Opinion
No. A-2493.
Opinion Filed June 3, 1916.
1. EVIDENCE — Relevancy — Flight. Evidence that the defendant escaped from custody and became a fugitive from justice is admissible as tending to show guilt, but the defendant may offer proof to show his reason or motive for such escape and flight.
2. CORROBORATION — Statement Consistent With Testimony. Evidence of statements made previous to the trial by a witness consistent with his testimony is not admissible in support of his testimony.
3. RAPE — Statutory Rape — Evidence. In a prosecution for statutory rape, evidence reviewed and held sufficient to support the verdict.
Appeal from District Court, Tillman County; Frank Mathews, Judge.
Archa Jackson was conficted of the crime of rape and appeals. Affirmed.
Wilson Roe, for plaintiff in error.
S.P. Freeling, Atty. Gen., and R. McMillan, Asst. Atty. Gen., for the State.
This appeal is from a judgment of the District Court of Tillman county rendered on the 16th day of March, 1915, in pursuance of a verdict convicting the defendant, Archa Jackson of rape in the second degree, and assessing his punishment at imprisonment in the penitentiary for the term of one year.
The information charges that the defendant committed the crime of rape upon the person of Ruth F. Mollenkopp, a female over the age of sixteen years and under the age of eighteen and of previous chaste and virtuous character, and not the wife of the defendant.
The evidence shows that the prosecutrix, a school girl, lived with her mother and step-father in the town of Davidson; that at the time charged she was a few weeks over seventeen years of age.
She testified that she met the defendant for the first time on Saturday the 17th day of October, 1914, the next evening he called at her home to drive her to church and as they started off he told her that they would take a drive before going to church, and then drove out in the country a couple of miles, returning to her home about ten o'clock that evening. That before they returned that night the defendant had sexual intercourse with her three times; that the acts were forcible and without her consent; that when they started off he gave her some chewing gum that had dope on it and it made her drowsy and helpless; that when she returned she told her mother that the defendant had mistreated her and the next morning told her what had occurred.

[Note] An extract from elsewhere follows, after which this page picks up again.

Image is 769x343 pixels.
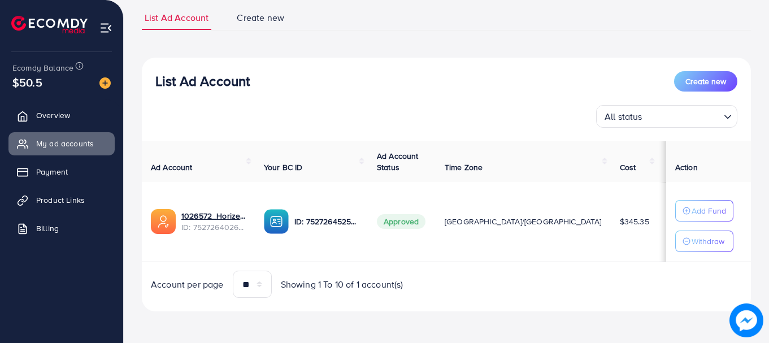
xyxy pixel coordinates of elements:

That the defendant was the only man that ever had sexual intercourse with her.
The mother of the prosecutrix testified that her daughter was in a dazed condition when she returned home and she said that the defendant had mistreated her. That the next morning her daughter told her what had occurred while she was with the defendant.

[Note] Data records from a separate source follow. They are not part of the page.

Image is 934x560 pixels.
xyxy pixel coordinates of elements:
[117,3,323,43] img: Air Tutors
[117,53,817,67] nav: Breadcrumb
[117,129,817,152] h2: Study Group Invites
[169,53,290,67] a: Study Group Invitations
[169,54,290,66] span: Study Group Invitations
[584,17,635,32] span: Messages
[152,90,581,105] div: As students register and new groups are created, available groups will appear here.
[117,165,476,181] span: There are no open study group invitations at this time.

The evidence further shows that the defendant was arrested the following Wednesday, and that day escaped from the custody of the arresting officer and crossed over Red river into Texas and was there the next day again taken into custody.
As a witness in his own behalf the defendant admitted the acts of sexual intercourse testified to by the prosecutrix but claimed that said acts of intercourse were with her full and free consent. He admitted having the chewing gum but denied there was any dope on it. That he was a married man but had separated from his wife about a week after their marriage.
Elba Hopkins, a witness for the defendant testified that he was sixteen years of age; that in September, 1914, he met the prosecutrix one evening about sun-down in a blackberry patch near her home and had sexual intercourse with her.
On cross examination he stated that at that time he did not know that under the law he could not be prosecuted for the crime of rape.
In rebuttal the prosecutrix testified that the testimony by Elba Hopkins was entirely false and without foundation, and several witnesses testified that the so-called blackberry patch was in plain view of several nearby houses.
The errors assigned and argued are based upon exceptions taken to rulings of the court rejecting evidence on the part of the defendant and question the sufficiency of the evidence to support the verdict.
It appears that when the defendant was testifying as a witness in his own behalf the following proceedings were had:
"Q. You heard the testimony of Mr. Castleberry, that after you were arrested and before you had made bond that you left there and went to Texas, is that a fact? A. Yes.
"Q. Why did you leave? A. I was scared I guess. When he brought me to town we had a conversation and he told me, —
"Now the state objects to any conversation or anything Castleberry might have told him.
"Which is by the Court sustained.
"To which the defendant excepts and states as follows:
"Comes now the defendant at this time and offers to show the reason for the defendant leaving the State of Oklahoma before the bond was made, and offers to show the following facts: That he was arrested by the undersheriff or constable, T.N. Castleberry, and that on the way to town Castleberry told him that there was no hope for him; that he had a son who was charged with the same offense, and that he was sentenced to five years in the penitentiary, and that it didn't make any difference whether the girl was of previous chaste and virtuous character or not; that he was guilty of rape if he had had intercourse with her.
"Which offer is by the court refused. To which the defendant excepts.
"Q. You say you went to Texas because you were scared? A. Yes.
"Q. What was you scared of? A. It was the first time I was ever arrested and I wanted to get to where my father was to make bond and Mr. Castleberry told me, —
"Now the state objects to what Castleberry told him.
"Which is by the court sustained.
"To which the defendant excepts."
We are of the opinion that there is nothing here that presents prejudicial error.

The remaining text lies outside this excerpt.